* [Task prompt]
Starting with the line where "is (812, 530)." appears, print every line through the end of the entries below exactly as it stands, and leave out the pictures.

* [Data supplied]
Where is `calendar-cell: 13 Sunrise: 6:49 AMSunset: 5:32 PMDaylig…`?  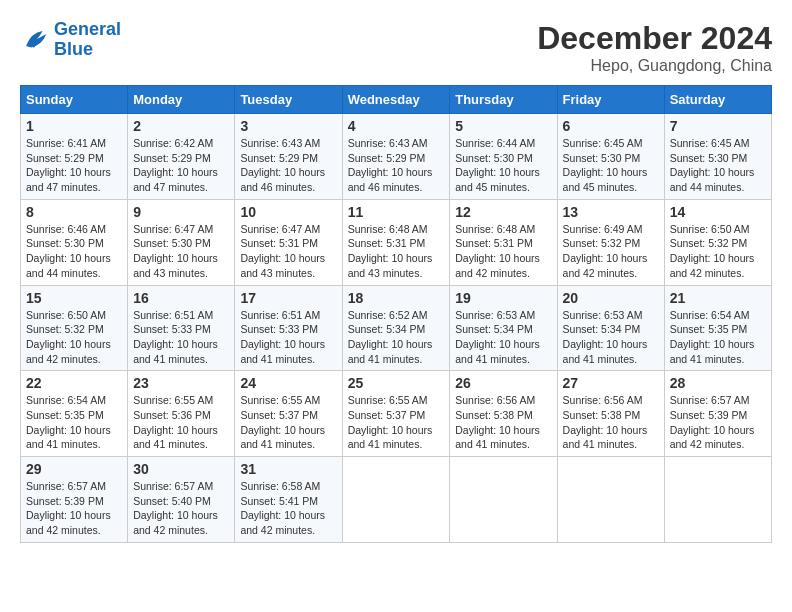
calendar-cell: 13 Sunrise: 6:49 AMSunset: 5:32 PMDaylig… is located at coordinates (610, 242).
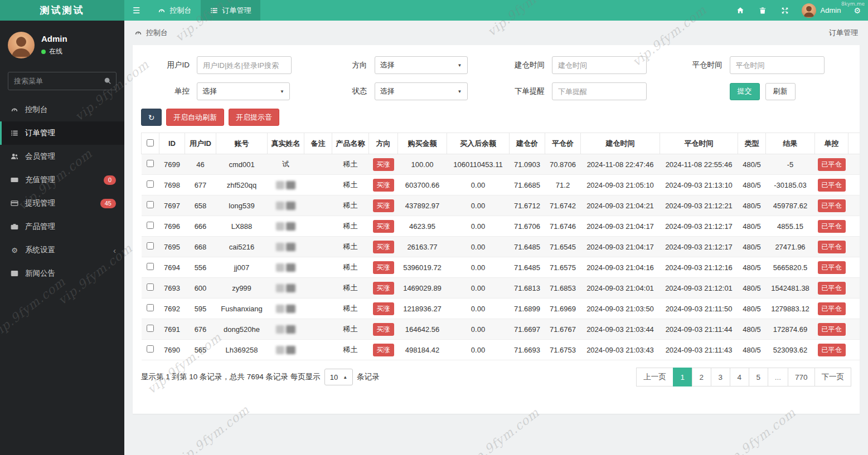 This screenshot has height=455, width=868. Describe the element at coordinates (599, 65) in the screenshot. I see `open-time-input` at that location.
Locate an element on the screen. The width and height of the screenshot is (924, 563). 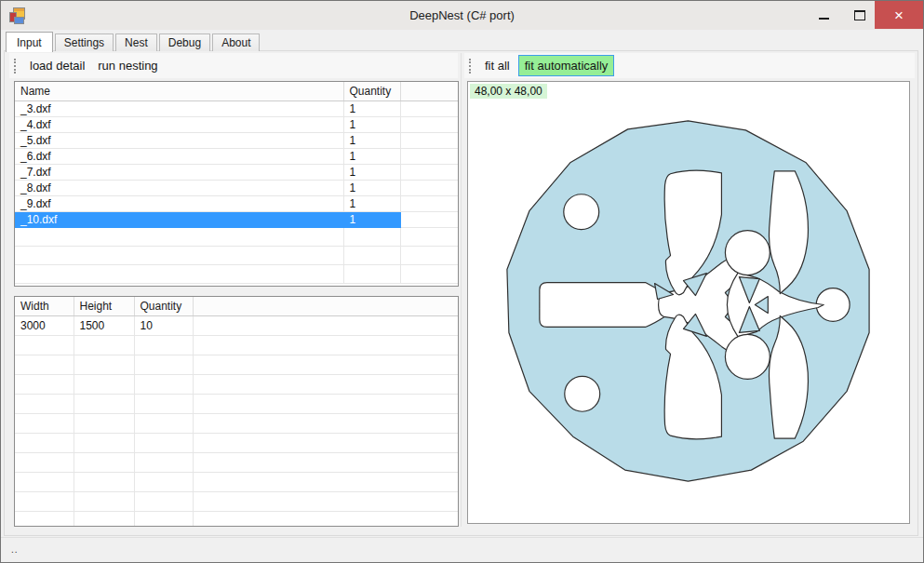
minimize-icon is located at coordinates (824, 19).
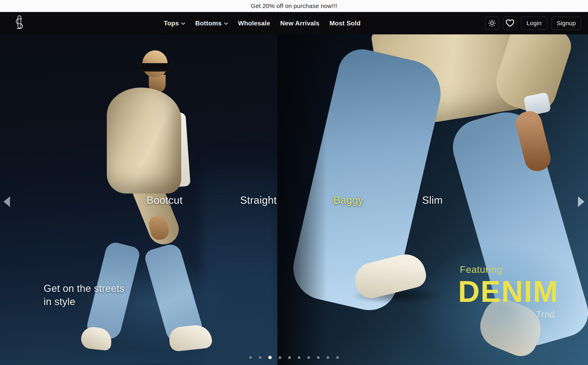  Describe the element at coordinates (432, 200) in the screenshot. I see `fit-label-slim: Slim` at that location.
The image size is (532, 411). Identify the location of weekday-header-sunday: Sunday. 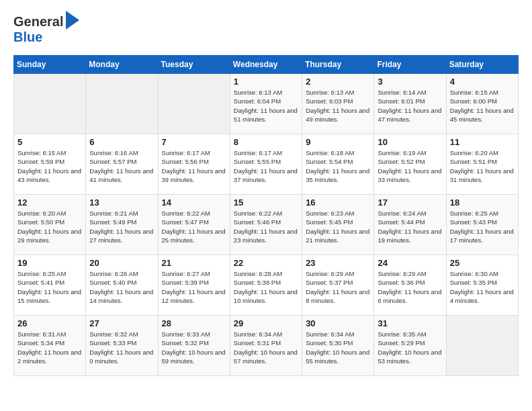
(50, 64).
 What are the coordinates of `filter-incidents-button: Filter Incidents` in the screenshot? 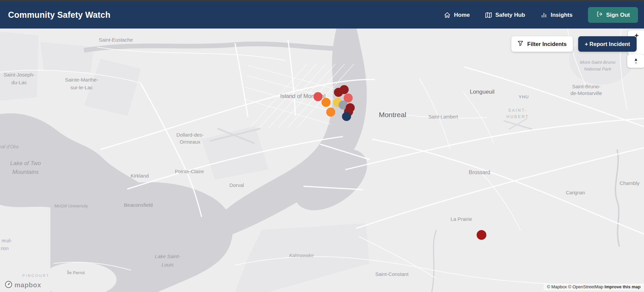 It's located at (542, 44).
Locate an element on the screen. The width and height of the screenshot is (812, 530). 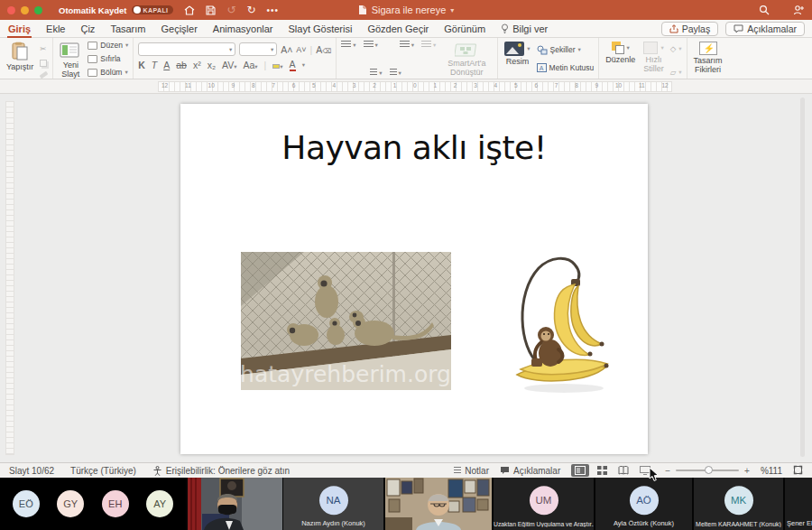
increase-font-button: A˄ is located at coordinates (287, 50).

* [The answer]
Locate an element on the screen. The width and height of the screenshot is (812, 530). 
increase-font-button: A˄ is located at coordinates (287, 50).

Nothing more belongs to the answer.